Lean Rebase: Crafting Clean, Intentional Git History
git rebase --interactive --keep-empty is the scalpel. But git rebase --interactive --empty=keep—the “lean rebase” in modern Git—takes it further. It keeps your essential commits, strips noise, and rewrites history with surgical precision.
A lean rebase does more than squash or drop. It lets you keep empty commits for documentation or CI triggers while removing the junk that bloats your history. The result is a repository log that reads like a deliberate sequence of actions, not the chaos of trial and error.
To use Git rebase lean:
git rebase --interactive --empty=keep main
Choose which commits to edit, squash, or drop. Preserve the ones that matter—even if they have no file changes. Delete meaningless checkpoints. Write commit messages that explain your intent, not just your state.
This approach is precise. Lean rebase prevents merge commits from creeping in unless explicitly desired. It enforces a linear history without the messy side effects of repeated merges. It keeps git log valuable, git bisect faster, and blame output useful.
When paired with code review, lean rebase is unstoppable. It ensures each pull request tells a clear story, from first line to last. It makes onboarding easier, debugging faster, and releases safer.
Branches do not have to be littered with dead commits and partial fixes. With Git rebase lean, you own the history. You make it sharp, minimal, intentional.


• **HOW TO COMPLETE THIS TASK**
In the data that follows, count every line holding the string "series" and give the count alone.

Dataset listings of figures
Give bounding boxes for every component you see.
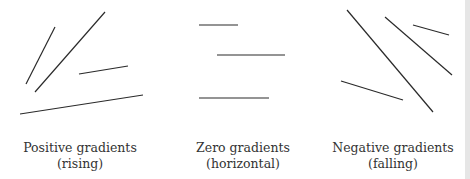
gradient-line xyxy=(79,66,128,74)
caption-title: Positive gradients xyxy=(10,140,150,156)
caption-title: Negative gradients xyxy=(323,140,463,156)
caption-subtitle: (rising) xyxy=(10,156,150,172)
positive-gradient-lines xyxy=(20,12,143,114)
page-edge-strip xyxy=(465,0,470,179)
gradient-line xyxy=(347,10,433,112)
negative-gradients-caption: Negative gradients (falling) xyxy=(323,140,463,172)
zero-gradients-caption: Zero gradients (horizontal) xyxy=(173,140,313,172)
positive-gradients-caption: Positive gradients (rising) xyxy=(10,140,150,172)
caption-subtitle: (falling) xyxy=(323,156,463,172)
gradient-line xyxy=(20,95,143,114)
gradient-line xyxy=(341,81,403,100)
zero-gradient-lines xyxy=(199,25,285,98)
gradient-line xyxy=(35,12,105,92)
gradient-line xyxy=(413,25,449,35)
gradient-line xyxy=(26,27,55,84)
negative-gradient-lines xyxy=(341,10,452,112)
caption-subtitle: (horizontal) xyxy=(173,156,313,172)
caption-title: Zero gradients xyxy=(173,140,313,156)
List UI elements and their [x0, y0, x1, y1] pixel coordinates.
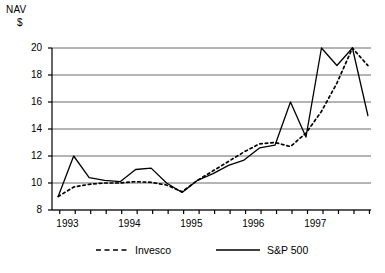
y-tick-label-12: 12 [20, 150, 42, 161]
y-tick-label-18: 18 [20, 69, 42, 80]
series-line-s-p-500 [58, 48, 368, 197]
y-tick-label-8: 8 [20, 204, 42, 215]
legend-swatch-invesco [95, 242, 129, 256]
chart-legend: Invesco S&P 500 [0, 242, 385, 262]
x-tick-label-1997: 1997 [295, 218, 335, 229]
x-tick-label-1996: 1996 [233, 218, 273, 229]
x-axis-ticks [60, 210, 370, 214]
legend-label-sp500: S&P 500 [267, 244, 308, 256]
gridlines [52, 48, 371, 210]
nav-performance-chart: NAV $ 8101214161820 19931994199519961997… [0, 0, 385, 273]
legend-swatch-sp500 [215, 242, 261, 256]
y-axis-title-currency: $ [17, 17, 23, 28]
plot-area [0, 0, 385, 273]
data-series-layer [58, 48, 368, 197]
y-axis-title-nav: NAV [6, 4, 26, 15]
y-tick-label-14: 14 [20, 123, 42, 134]
y-tick-label-16: 16 [20, 96, 42, 107]
x-tick-label-1995: 1995 [171, 218, 211, 229]
legend-label-invesco: Invesco [135, 244, 171, 256]
y-tick-label-10: 10 [20, 177, 42, 188]
y-tick-label-20: 20 [20, 42, 42, 53]
x-tick-label-1993: 1993 [47, 218, 87, 229]
x-tick-label-1994: 1994 [109, 218, 149, 229]
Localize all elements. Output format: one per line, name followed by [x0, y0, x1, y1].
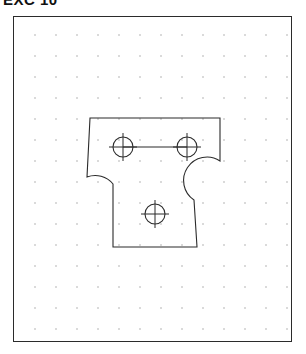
grid-dot: [139, 160, 140, 161]
grid-dot: [181, 328, 182, 329]
grid-dot: [244, 328, 245, 329]
grid-dot: [244, 76, 245, 77]
grid-dot: [181, 181, 182, 182]
grid-dot: [76, 55, 77, 56]
grid-dot: [286, 202, 287, 203]
grid-dot: [286, 55, 287, 56]
grid-dot: [202, 160, 203, 161]
page-title: EXC 10: [3, 0, 58, 8]
grid-dot: [160, 328, 161, 329]
grid-dot: [181, 34, 182, 35]
grid-dot: [202, 97, 203, 98]
grid-dot: [139, 76, 140, 77]
grid-dot: [76, 265, 77, 266]
grid-dot: [244, 160, 245, 161]
grid-dot: [118, 160, 119, 161]
grid-dot: [223, 286, 224, 287]
grid-dot: [160, 223, 161, 224]
grid-dot: [55, 286, 56, 287]
grid-dot: [55, 76, 56, 77]
grid-dot: [97, 55, 98, 56]
grid-dot: [265, 34, 266, 35]
grid-dot: [34, 160, 35, 161]
grid-dot: [76, 244, 77, 245]
grid-dot: [223, 76, 224, 77]
t-bracket-outline[interactable]: [87, 118, 220, 247]
grid-dot: [118, 55, 119, 56]
grid-dot: [34, 328, 35, 329]
grid-dot: [286, 160, 287, 161]
grid-dot: [181, 265, 182, 266]
grid-dot: [181, 160, 182, 161]
grid-dot: [223, 202, 224, 203]
grid-dot: [97, 139, 98, 140]
grid-dot: [76, 97, 77, 98]
grid-dot: [34, 286, 35, 287]
grid-dot: [34, 118, 35, 119]
grid-dot: [97, 328, 98, 329]
grid-dot: [286, 307, 287, 308]
grid-dot: [55, 118, 56, 119]
grid-dot: [76, 202, 77, 203]
grid-dot: [160, 55, 161, 56]
grid-dot: [181, 286, 182, 287]
grid-dot: [265, 328, 266, 329]
grid-dot: [160, 34, 161, 35]
grid-dot: [181, 202, 182, 203]
grid-dot: [160, 202, 161, 203]
grid-dot: [97, 223, 98, 224]
grid-dot: [223, 328, 224, 329]
page-title-clip: EXC 10: [0, 0, 306, 10]
grid-dot: [118, 244, 119, 245]
snap-grid: [34, 34, 287, 329]
grid-dot: [223, 181, 224, 182]
grid-dot: [286, 181, 287, 182]
grid-dot: [223, 244, 224, 245]
grid-dot: [202, 223, 203, 224]
grid-dot: [244, 139, 245, 140]
grid-dot: [244, 55, 245, 56]
hole-top-left[interactable]: [109, 133, 137, 161]
grid-dot: [265, 139, 266, 140]
grid-dot: [76, 76, 77, 77]
grid-dot: [265, 118, 266, 119]
grid-dot: [76, 160, 77, 161]
grid-dot: [244, 307, 245, 308]
grid-dot: [223, 160, 224, 161]
grid-dot: [55, 139, 56, 140]
grid-dot: [286, 76, 287, 77]
grid-dot: [97, 307, 98, 308]
grid-dot: [202, 139, 203, 140]
grid-dot: [202, 118, 203, 119]
hole-top-right[interactable]: [173, 133, 201, 161]
grid-dot: [55, 181, 56, 182]
grid-dot: [118, 286, 119, 287]
grid-dot: [139, 307, 140, 308]
grid-dot: [97, 160, 98, 161]
grid-dot: [202, 328, 203, 329]
grid-dot: [118, 118, 119, 119]
grid-dot: [34, 55, 35, 56]
grid-dot: [118, 181, 119, 182]
grid-dot: [286, 223, 287, 224]
grid-dot: [55, 307, 56, 308]
hole-bottom[interactable]: [141, 200, 169, 228]
drawing-canvas[interactable]: [14, 17, 292, 342]
grid-dot: [265, 55, 266, 56]
grid-dot: [97, 244, 98, 245]
drawing-border: [13, 16, 292, 342]
grid-dot: [181, 118, 182, 119]
grid-dot: [55, 97, 56, 98]
grid-dot: [265, 307, 266, 308]
grid-dot: [223, 265, 224, 266]
grid-dot: [34, 139, 35, 140]
grid-dot: [55, 265, 56, 266]
grid-dot: [97, 181, 98, 182]
grid-dot: [265, 265, 266, 266]
grid-dot: [160, 265, 161, 266]
grid-dot: [118, 202, 119, 203]
grid-dot: [223, 97, 224, 98]
grid-dot: [97, 76, 98, 77]
grid-dot: [265, 202, 266, 203]
grid-dot: [202, 307, 203, 308]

• **YOUR SOLUTION**
2